* [WHAT YOU WILL DO]:
Return every line of the listing below so that it matches the original exactly.
◆ ◆ ◆
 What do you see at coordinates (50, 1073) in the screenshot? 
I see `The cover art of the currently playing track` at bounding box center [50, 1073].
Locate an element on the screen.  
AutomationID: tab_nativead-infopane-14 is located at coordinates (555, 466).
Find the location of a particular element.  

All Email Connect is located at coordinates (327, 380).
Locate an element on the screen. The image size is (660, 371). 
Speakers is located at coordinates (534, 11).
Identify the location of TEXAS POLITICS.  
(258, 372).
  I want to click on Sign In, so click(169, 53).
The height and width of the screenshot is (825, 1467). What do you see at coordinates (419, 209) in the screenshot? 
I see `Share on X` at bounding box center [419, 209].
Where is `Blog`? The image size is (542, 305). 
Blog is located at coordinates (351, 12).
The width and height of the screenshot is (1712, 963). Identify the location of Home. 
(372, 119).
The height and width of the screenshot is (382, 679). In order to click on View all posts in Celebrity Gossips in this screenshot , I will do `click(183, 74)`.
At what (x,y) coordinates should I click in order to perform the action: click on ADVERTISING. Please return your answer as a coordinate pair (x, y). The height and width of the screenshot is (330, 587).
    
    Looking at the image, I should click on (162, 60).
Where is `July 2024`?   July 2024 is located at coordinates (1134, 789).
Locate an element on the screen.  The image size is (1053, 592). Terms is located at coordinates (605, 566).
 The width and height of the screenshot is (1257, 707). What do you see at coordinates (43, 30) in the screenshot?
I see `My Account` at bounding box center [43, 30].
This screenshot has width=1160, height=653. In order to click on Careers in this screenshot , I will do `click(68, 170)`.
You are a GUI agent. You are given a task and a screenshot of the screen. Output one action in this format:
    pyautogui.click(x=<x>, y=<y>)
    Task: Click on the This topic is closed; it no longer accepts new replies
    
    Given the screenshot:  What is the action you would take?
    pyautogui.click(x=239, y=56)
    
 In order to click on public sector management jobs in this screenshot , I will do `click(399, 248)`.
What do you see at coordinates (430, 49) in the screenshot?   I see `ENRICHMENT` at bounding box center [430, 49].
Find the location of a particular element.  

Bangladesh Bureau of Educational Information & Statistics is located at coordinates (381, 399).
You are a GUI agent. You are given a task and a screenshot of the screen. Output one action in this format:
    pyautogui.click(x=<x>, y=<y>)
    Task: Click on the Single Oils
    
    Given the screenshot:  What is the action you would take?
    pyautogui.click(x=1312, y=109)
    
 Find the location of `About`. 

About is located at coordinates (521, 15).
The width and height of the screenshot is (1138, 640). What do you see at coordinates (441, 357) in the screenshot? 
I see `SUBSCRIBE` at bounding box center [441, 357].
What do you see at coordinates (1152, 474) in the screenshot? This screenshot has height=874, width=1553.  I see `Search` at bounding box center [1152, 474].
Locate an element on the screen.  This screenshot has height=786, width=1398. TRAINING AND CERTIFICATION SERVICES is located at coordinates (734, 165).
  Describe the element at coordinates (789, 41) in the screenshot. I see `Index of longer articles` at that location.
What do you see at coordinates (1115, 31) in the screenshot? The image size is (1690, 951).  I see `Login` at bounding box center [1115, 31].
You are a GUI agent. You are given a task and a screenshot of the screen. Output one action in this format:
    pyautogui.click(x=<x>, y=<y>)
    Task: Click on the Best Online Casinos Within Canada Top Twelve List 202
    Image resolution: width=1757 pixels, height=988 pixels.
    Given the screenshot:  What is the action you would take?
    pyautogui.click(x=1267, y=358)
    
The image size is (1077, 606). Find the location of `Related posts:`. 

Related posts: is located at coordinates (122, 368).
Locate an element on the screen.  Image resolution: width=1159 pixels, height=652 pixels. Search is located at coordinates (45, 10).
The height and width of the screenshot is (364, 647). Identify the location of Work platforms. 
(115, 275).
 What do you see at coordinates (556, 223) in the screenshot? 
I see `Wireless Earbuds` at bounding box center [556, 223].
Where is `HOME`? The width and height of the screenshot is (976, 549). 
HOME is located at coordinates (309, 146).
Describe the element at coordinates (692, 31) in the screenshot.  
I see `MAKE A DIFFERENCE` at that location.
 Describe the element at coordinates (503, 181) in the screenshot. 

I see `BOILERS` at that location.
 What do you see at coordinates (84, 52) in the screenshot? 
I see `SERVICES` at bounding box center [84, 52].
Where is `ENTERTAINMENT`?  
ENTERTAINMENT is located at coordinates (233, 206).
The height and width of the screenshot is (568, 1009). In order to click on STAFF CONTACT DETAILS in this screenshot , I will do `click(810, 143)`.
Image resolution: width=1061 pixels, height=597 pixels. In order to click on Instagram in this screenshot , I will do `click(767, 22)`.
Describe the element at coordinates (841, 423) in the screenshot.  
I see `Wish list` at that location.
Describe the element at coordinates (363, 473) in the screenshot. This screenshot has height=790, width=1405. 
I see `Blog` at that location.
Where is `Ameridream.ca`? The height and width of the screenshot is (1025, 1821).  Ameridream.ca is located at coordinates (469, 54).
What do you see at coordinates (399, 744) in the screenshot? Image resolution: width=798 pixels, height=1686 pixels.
◆ ◆ ◆
* [COMPLETED TASK]:
 What do you see at coordinates (50, 1073) in the screenshot? 
I see `The cover art of the currently playing track` at bounding box center [50, 1073].
Locate an element on the screen.  
AutomationID: tab_nativead-infopane-14 is located at coordinates (555, 466).
Find the location of a particular element.  

All Email Connect is located at coordinates (327, 380).
Locate an element on the screen. The image size is (660, 371). 
Speakers is located at coordinates (534, 11).
Identify the location of TEXAS POLITICS.  
(258, 372).
  I want to click on Sign In, so click(169, 53).
The height and width of the screenshot is (825, 1467). What do you see at coordinates (419, 209) in the screenshot? 
I see `Share on X` at bounding box center [419, 209].
Where is `Blog`? The image size is (542, 305). 
Blog is located at coordinates (351, 12).
The width and height of the screenshot is (1712, 963). Identify the location of Home. 
(372, 119).
The height and width of the screenshot is (382, 679). In order to click on View all posts in Celebrity Gossips in this screenshot , I will do `click(183, 74)`.
At what (x,y) coordinates should I click in order to perform the action: click on ADVERTISING. Please return your answer as a coordinate pair (x, y). The height and width of the screenshot is (330, 587).
    
    Looking at the image, I should click on (162, 60).
Where is `July 2024`?   July 2024 is located at coordinates (1134, 789).
Locate an element on the screen.  The image size is (1053, 592). Terms is located at coordinates (605, 566).
 The width and height of the screenshot is (1257, 707). What do you see at coordinates (43, 30) in the screenshot?
I see `My Account` at bounding box center [43, 30].
This screenshot has width=1160, height=653. In order to click on Careers in this screenshot , I will do `click(68, 170)`.
You are a GUI agent. You are given a task and a screenshot of the screen. Output one action in this format:
    pyautogui.click(x=<x>, y=<y>)
    Task: Click on the This topic is closed; it no longer accepts new replies
    
    Given the screenshot:  What is the action you would take?
    pyautogui.click(x=239, y=56)
    
 In order to click on public sector management jobs in this screenshot , I will do `click(399, 248)`.
What do you see at coordinates (430, 49) in the screenshot?   I see `ENRICHMENT` at bounding box center [430, 49].
Find the location of a particular element.  

Bangladesh Bureau of Educational Information & Statistics is located at coordinates (381, 399).
You are a GUI agent. You are given a task and a screenshot of the screen. Output one action in this format:
    pyautogui.click(x=<x>, y=<y>)
    Task: Click on the Single Oils
    
    Given the screenshot:  What is the action you would take?
    pyautogui.click(x=1312, y=109)
    
 Find the location of `About`. 

About is located at coordinates (521, 15).
The width and height of the screenshot is (1138, 640). What do you see at coordinates (441, 357) in the screenshot? 
I see `SUBSCRIBE` at bounding box center [441, 357].
What do you see at coordinates (1152, 474) in the screenshot? This screenshot has height=874, width=1553.  I see `Search` at bounding box center [1152, 474].
Locate an element on the screen.  This screenshot has height=786, width=1398. TRAINING AND CERTIFICATION SERVICES is located at coordinates (734, 165).
  Describe the element at coordinates (789, 41) in the screenshot. I see `Index of longer articles` at that location.
What do you see at coordinates (1115, 31) in the screenshot? The image size is (1690, 951).  I see `Login` at bounding box center [1115, 31].
You are a GUI agent. You are given a task and a screenshot of the screen. Output one action in this format:
    pyautogui.click(x=<x>, y=<y>)
    Task: Click on the Best Online Casinos Within Canada Top Twelve List 202
    Image resolution: width=1757 pixels, height=988 pixels.
    Given the screenshot:  What is the action you would take?
    pyautogui.click(x=1267, y=358)
    
The image size is (1077, 606). Find the location of `Related posts:`. 

Related posts: is located at coordinates (122, 368).
Locate an element on the screen.  Image resolution: width=1159 pixels, height=652 pixels. Search is located at coordinates (45, 10).
The height and width of the screenshot is (364, 647). Identify the location of Work platforms. 
(115, 275).
 What do you see at coordinates (556, 223) in the screenshot? 
I see `Wireless Earbuds` at bounding box center [556, 223].
Where is `HOME`? The width and height of the screenshot is (976, 549). 
HOME is located at coordinates (309, 146).
Describe the element at coordinates (692, 31) in the screenshot.  
I see `MAKE A DIFFERENCE` at that location.
 Describe the element at coordinates (503, 181) in the screenshot. 

I see `BOILERS` at that location.
 What do you see at coordinates (84, 52) in the screenshot? 
I see `SERVICES` at bounding box center [84, 52].
Where is `ENTERTAINMENT`?  
ENTERTAINMENT is located at coordinates (233, 206).
The height and width of the screenshot is (568, 1009). In order to click on STAFF CONTACT DETAILS in this screenshot , I will do `click(810, 143)`.
Image resolution: width=1061 pixels, height=597 pixels. In order to click on Instagram in this screenshot , I will do `click(767, 22)`.
Describe the element at coordinates (841, 423) in the screenshot.  
I see `Wish list` at that location.
Describe the element at coordinates (363, 473) in the screenshot. This screenshot has height=790, width=1405. 
I see `Blog` at that location.
Where is `Ameridream.ca`? The height and width of the screenshot is (1025, 1821).  Ameridream.ca is located at coordinates (469, 54).
What do you see at coordinates (399, 744) in the screenshot? Image resolution: width=798 pixels, height=1686 pixels.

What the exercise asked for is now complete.